President Obama’s Historic Visit To Hiroshima Concludes

President Obama became the first sitting U.S. president to visit Hiroshima, Japan on Friday, 71 years after the world’s first atomic strike demolished the city during WWII. In a solemn visit, the president offered his respects to the victims of the first deployed atomic bomb. An estimated 140,000 were killed during the bombing on Aug. 6, 1945, and its aftermath. Three days later in 1945, a second U.S. atomic bomb in Nagasaki killed a total of 80,000. Japan surrendered a week later.

On Friday, people lined streets as Obama’s motorcade entered the city. His first stop was to visit the Hiroshima Peace Memorial Museum and sign the guest book. Along with his signature, he wrote a call for the courage to “spread peace and pursue a world without nuclear weapons.”

The next stop was to the curved, concrete cenotaph that pays tribute to the dead with an eternal flame burning just beyond it. Obama was handed a wreath to lay on a stand in front of the cenotaph. After laying the wreath, the American president bowed his head and stood silently for a minute. Japanese Prime Minister Shinzo Abe, who also attended the ceremony, then did the same.
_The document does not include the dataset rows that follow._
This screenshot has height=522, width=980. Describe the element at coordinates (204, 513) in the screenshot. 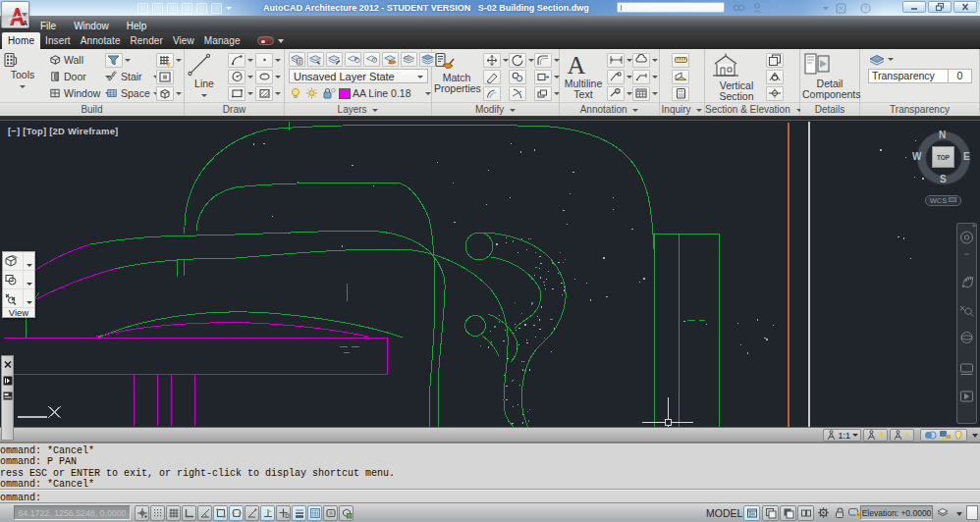

I see `toggle-polar-tracking` at that location.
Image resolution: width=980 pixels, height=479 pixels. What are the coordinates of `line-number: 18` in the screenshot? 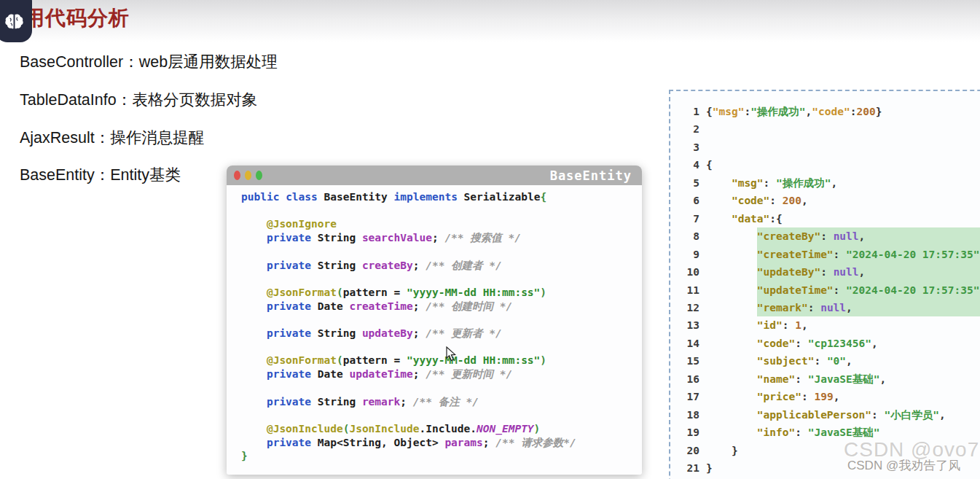 It's located at (689, 415).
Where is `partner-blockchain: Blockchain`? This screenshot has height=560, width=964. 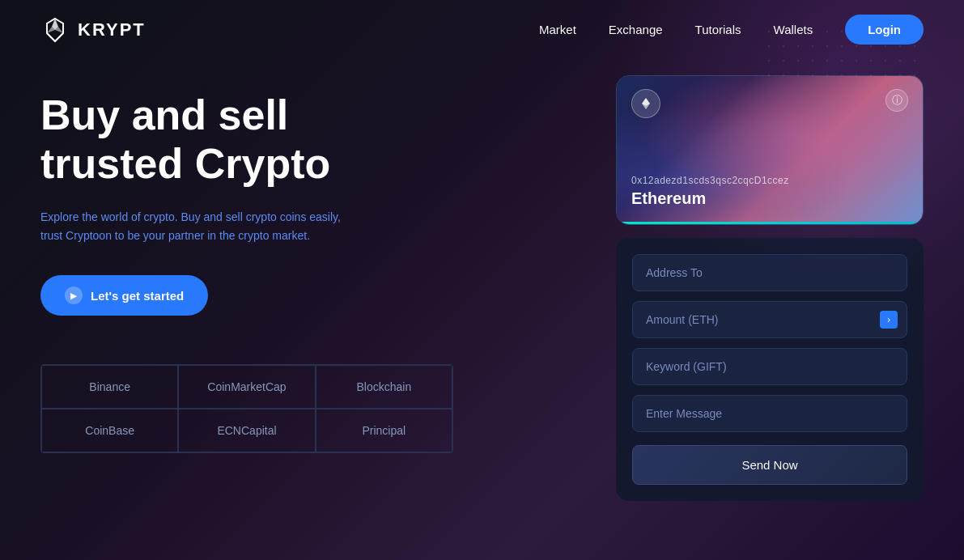 partner-blockchain: Blockchain is located at coordinates (384, 387).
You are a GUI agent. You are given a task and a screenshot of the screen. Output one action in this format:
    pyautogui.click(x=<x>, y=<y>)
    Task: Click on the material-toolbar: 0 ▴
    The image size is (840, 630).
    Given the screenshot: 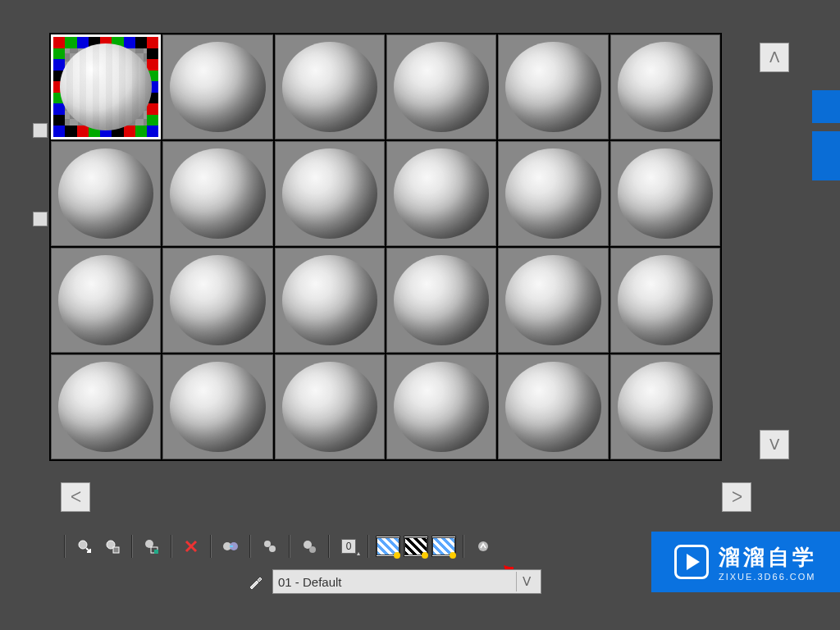 What is the action you would take?
    pyautogui.click(x=278, y=546)
    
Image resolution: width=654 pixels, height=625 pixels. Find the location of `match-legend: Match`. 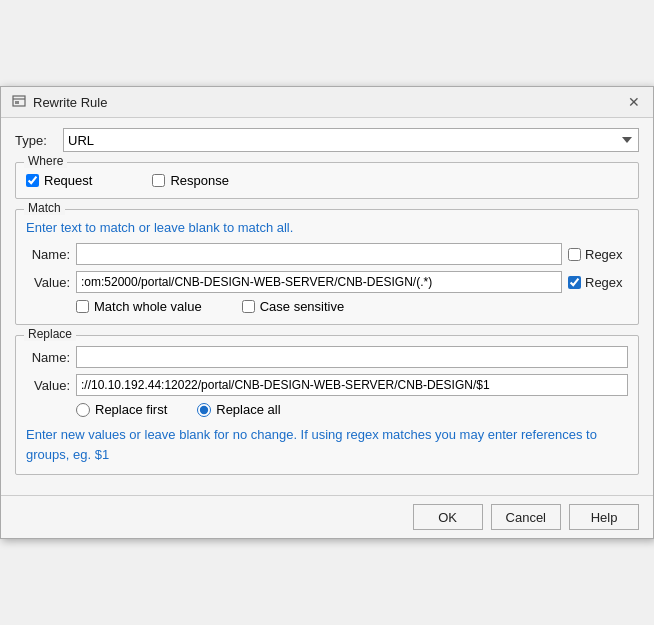

match-legend: Match is located at coordinates (44, 208).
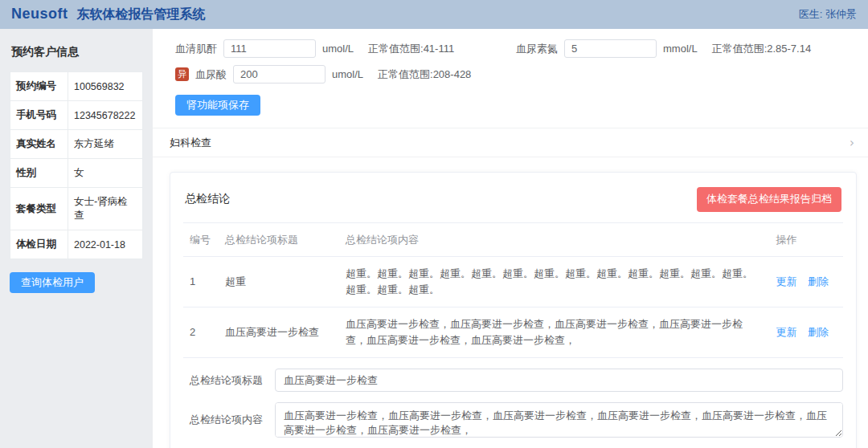 The height and width of the screenshot is (448, 868). Describe the element at coordinates (555, 240) in the screenshot. I see `column-header-content: 总检结论项内容` at that location.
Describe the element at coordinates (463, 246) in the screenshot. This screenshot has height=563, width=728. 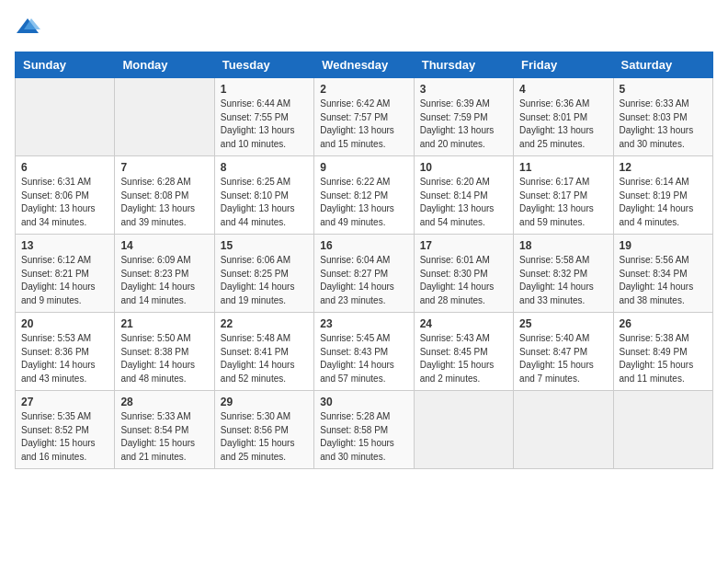
I see `day-number: 17` at that location.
In remarks concluding the ceremony, the president called for nations to reconsider the development of nuclear weapons and to roll back and “ultimately eliminate” them. He then met with two survivors of the bombings, Sunao Tsuboi and Shigeaki Mori. Many Japanese have longed for an American leader to acknowledge the suffering of the victims. Some had tears in their eyes as they watched the ceremony on their cellphones.
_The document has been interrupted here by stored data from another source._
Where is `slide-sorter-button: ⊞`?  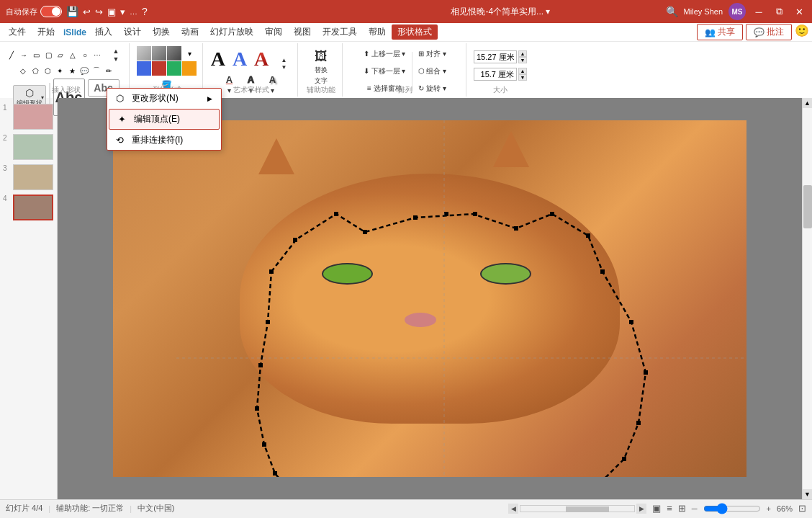
slide-sorter-button: ⊞ is located at coordinates (682, 509).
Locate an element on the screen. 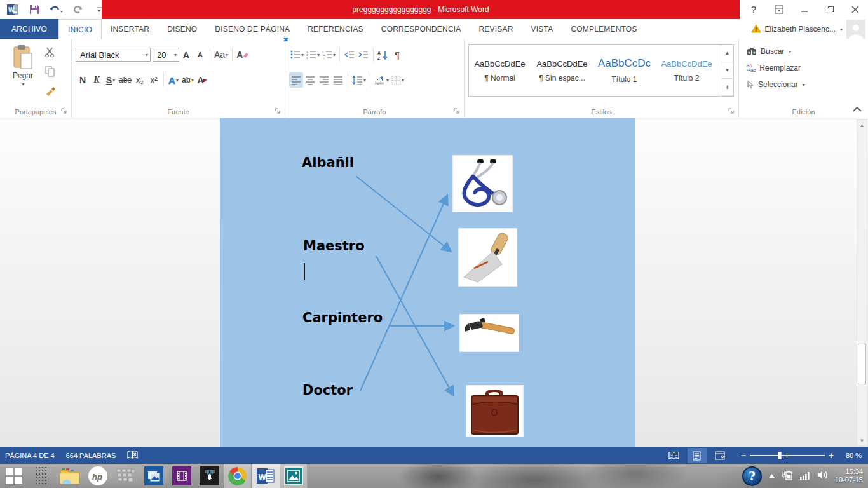 The width and height of the screenshot is (868, 488). tab-insertar: INSERTAR is located at coordinates (130, 29).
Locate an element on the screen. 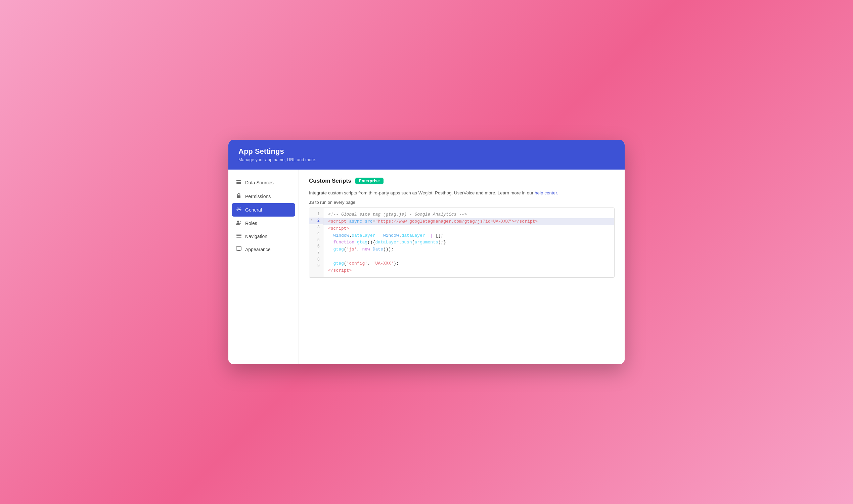  line-num-5: 5 is located at coordinates (316, 240).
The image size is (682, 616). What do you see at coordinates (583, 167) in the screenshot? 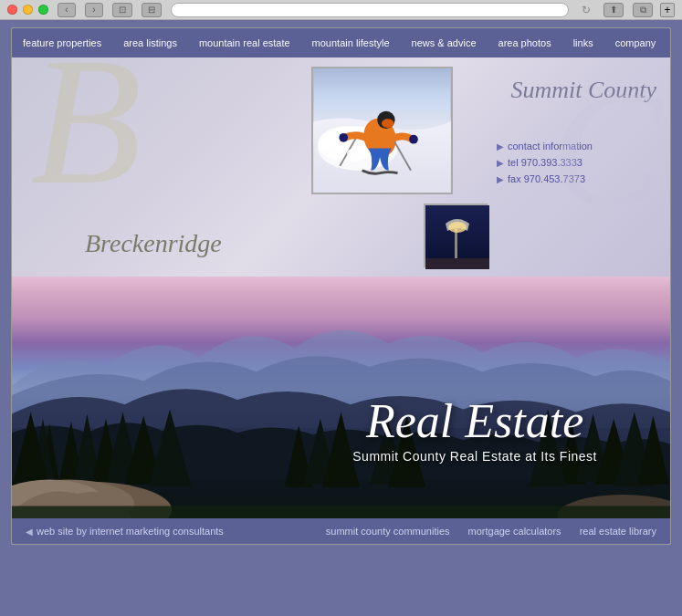
I see `hero-right: C Summit County ▶ contact information ▶ …` at bounding box center [583, 167].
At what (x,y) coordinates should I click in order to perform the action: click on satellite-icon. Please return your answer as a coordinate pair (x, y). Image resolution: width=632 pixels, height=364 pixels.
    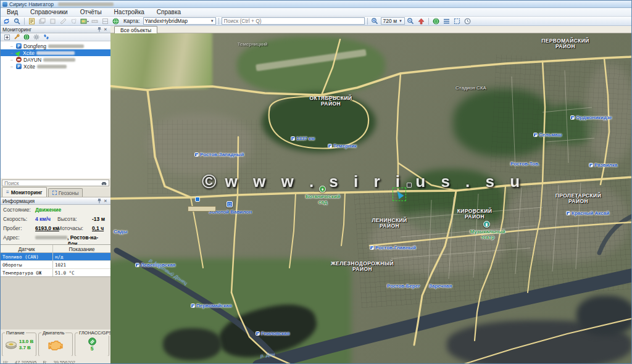
    Looking at the image, I should click on (93, 342).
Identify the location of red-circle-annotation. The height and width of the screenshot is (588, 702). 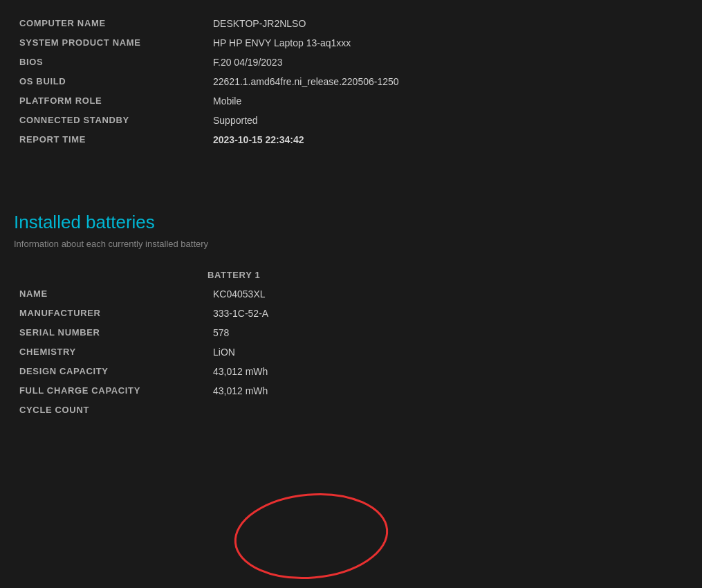
(311, 534).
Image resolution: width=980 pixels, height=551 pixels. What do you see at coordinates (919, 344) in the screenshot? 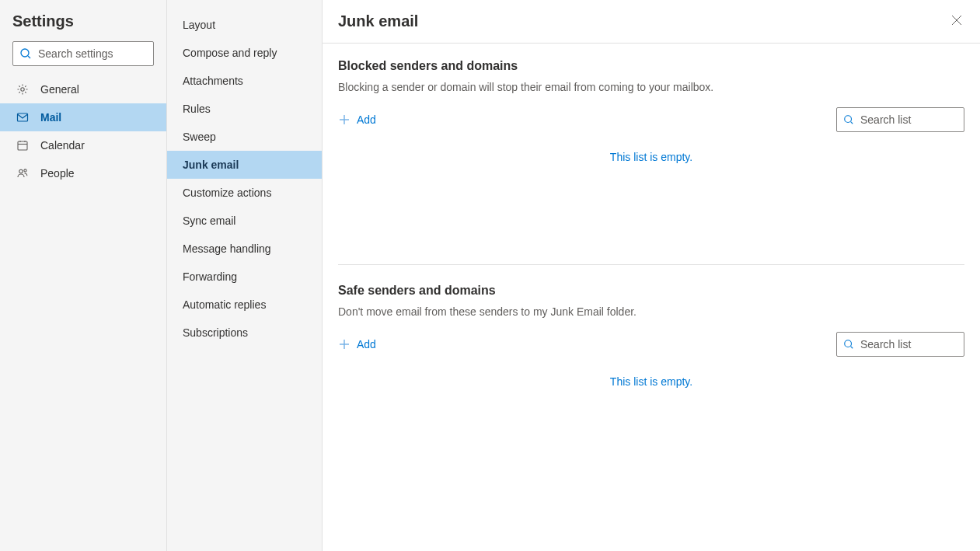
I see `safe-search-input` at bounding box center [919, 344].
Before the ceremony at the Peace Memorial Museum, Obama visited the Marine Corps Air Station in Iwakuni, roughly 25 miles south of Hiroshima. There, he spoke to a group of U.S. and Japanese troops who work side-by-side at the base. In his statement, he declared that the Iwakuni base “is a powerful example of the trust and the cooperation and the friendship between the United States and Japan.”

Previous U.S. presidents had avoided visiting Hiroshima, not wanting to project that they were apologizing for President Harry Truman’s decision to authorize the bombings. However, Obama and his advisers believed the time was right to highlight the partnership between the two nations and speak about the dangers of modern nuclear weapons. Obama made clear in his remarks that while all sides suffered in the war, all sides also bear responsibility for the horrors that occurred.